In highlighting these issues, this research helps to explain the magnitude of the informal cross-border trade in Uganda. This can be explained by the fact that the Ugandan state is not powerful enough to control all of its borders or, where it is present, to assert itself vis-à-vis all of the different strategic groups involved. These can be powerful traders, government officials, or actors from the general population, and their actions often have an effect on the state’s regulatory practices, through which informal trade—as a socially legitimate practice—becomes tolerated within certain limits. The “reach” of the state is not equal throughout all of its territory, and in this respect the uniqueness of the border region in northwestern Uganda is important. A striking comparison can be made, for example, with the Ugandan–Kenyan border, which is much more tightly regulated by the government.

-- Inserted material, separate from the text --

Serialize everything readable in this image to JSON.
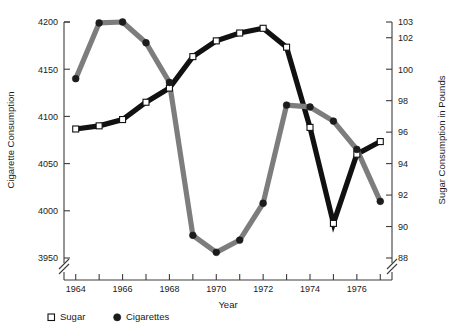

Indeed, attempts to reduce or acquiesce on formal border regulation to allow illegal exploitation of Kenyan resources would not be politically feasible in a way that is possible in the northern region—and on the Congolese border in particular. Indeed, the Ugandan government has been accused of being complicit in the pillaging of Congolese resources and large-scale informal trade with the DRC, and it would be fair to say that Uganda’s economy and elites benefit from the porous nature of this border. It is because of these strategic groups’ interests that certain commodities continue to be traded in spite of local norms. However, this is not the full picture, as it is not only the elites who play a role in the continuation of informal trade. The area has a long history of rebel movements, and there is the fear that, within a context of marginalization and underdevelopment, new rebel groups might be formed if informal trade as a survival option were stopped. Various strategic groups therefore play an important role in the continuation of informal trade in northwestern Uganda and ultimately mediate the role of the state in the region.